Developmental explanation

Veli-Pekka Parkkinen

pp. 157-172

Explaining development involves elaborating a causal process in which a system acquires new causal capacities over time, and subsequent developmental stages are produced as manifestation of these capacities. This presupposes an account of how these capacities are realized within the system, an explanation by appeal to constituents of the system. I employ a contrastive-counterfactual theory of explanation as well as the idea that explanations track manipulability-relations to describe the framework of developmental explanation as a combination of etiological and constitutive explanation. Then I turn to an examination of reductionism about developmental biology within this framework. I show that explaining a specific developmental capacity is a bottom-up explanation, following the constitutive dependence of system's capacity from its components.

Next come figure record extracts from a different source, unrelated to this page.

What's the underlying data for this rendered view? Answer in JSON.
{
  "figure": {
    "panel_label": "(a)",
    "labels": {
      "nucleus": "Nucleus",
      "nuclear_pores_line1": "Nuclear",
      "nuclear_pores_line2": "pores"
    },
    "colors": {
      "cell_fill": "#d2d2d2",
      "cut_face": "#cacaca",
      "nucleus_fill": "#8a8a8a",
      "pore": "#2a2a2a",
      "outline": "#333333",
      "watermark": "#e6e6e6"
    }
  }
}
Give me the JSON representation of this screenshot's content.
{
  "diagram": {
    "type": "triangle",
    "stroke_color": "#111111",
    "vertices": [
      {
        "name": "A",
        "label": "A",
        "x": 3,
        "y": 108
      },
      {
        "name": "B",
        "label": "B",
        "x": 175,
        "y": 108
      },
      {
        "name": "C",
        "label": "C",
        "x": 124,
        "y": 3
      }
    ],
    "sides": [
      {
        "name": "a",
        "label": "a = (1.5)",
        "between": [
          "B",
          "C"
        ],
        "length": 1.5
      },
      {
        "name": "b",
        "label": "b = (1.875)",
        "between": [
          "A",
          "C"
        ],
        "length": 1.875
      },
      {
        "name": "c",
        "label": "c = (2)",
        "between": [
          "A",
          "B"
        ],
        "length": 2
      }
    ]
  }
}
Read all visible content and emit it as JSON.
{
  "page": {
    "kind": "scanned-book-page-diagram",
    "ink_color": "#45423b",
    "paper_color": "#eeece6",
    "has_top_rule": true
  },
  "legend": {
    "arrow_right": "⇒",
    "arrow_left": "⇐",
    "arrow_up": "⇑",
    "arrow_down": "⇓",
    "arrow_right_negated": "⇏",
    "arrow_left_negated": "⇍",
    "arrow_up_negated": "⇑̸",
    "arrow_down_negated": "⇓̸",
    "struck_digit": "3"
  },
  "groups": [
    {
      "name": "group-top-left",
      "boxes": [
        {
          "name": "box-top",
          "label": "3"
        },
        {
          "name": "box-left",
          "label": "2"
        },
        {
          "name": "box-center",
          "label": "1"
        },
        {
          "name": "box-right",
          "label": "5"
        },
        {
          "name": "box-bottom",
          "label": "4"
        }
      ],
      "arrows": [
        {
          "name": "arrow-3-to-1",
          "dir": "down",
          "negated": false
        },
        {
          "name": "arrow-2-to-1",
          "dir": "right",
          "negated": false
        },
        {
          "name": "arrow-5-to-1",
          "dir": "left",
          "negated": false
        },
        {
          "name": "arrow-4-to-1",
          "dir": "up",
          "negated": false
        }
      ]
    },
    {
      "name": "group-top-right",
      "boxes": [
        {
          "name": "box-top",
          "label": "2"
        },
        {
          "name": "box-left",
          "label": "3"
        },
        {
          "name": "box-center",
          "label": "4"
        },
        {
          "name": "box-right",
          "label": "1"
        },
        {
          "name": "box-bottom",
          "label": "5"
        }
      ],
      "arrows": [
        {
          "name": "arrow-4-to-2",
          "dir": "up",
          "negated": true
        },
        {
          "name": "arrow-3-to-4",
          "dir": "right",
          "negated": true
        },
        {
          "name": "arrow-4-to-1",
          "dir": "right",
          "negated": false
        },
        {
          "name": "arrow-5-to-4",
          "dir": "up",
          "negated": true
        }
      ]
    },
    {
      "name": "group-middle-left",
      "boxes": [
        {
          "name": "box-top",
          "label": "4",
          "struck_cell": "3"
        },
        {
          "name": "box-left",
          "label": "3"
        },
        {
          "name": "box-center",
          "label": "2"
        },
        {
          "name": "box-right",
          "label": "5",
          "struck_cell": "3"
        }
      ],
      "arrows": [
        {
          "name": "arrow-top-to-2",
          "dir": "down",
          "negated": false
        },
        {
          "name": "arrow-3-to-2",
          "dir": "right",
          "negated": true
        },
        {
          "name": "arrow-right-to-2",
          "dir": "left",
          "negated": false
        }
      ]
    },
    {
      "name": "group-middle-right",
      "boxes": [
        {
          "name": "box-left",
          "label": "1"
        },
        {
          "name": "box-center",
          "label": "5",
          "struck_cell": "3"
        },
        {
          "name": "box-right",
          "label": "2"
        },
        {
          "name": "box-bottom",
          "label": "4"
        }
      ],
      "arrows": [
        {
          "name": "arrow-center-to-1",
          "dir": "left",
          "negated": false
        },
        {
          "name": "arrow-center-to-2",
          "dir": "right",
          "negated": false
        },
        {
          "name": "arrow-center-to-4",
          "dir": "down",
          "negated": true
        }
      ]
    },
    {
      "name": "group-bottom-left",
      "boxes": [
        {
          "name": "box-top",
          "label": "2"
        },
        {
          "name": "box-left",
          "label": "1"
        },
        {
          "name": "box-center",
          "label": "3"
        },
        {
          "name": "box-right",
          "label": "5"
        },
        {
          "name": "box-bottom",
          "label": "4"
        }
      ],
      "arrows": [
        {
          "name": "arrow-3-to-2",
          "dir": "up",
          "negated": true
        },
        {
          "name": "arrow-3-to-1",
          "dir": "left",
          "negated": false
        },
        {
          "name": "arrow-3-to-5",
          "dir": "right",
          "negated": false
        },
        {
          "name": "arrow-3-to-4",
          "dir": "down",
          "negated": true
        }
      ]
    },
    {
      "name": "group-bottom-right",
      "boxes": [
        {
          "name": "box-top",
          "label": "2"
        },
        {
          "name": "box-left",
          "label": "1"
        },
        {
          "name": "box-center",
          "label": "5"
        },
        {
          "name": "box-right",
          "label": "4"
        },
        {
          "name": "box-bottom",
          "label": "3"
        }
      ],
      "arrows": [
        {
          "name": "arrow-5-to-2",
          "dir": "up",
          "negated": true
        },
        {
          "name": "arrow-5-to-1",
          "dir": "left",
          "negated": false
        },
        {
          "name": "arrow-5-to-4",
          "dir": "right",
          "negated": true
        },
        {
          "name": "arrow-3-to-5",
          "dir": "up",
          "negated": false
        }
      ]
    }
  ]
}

But to answer how an organism came to have a certain constitution at a certain stage, we must account for how the system's earlier capacities acted to produce the structures of interest. This requires reference to factors beyond the particular constituents of the system, such as interactions between the system and its environment. Whether a molecular, bottom-up explanation suffices to explain development depends on the specification of the explanation-seeking question.

Publication details

DOI: 10.1007/978-3-319-04382-1_11

Full citation:

Parkkinen, V. (2014)., Developmental explanation, in D. Dieks, S. Hartmann, T. Uebel, M. Weber & M. C. Galavotti (eds.), New directions in the philosophy of science, Dordrecht, Springer, pp. 157-172.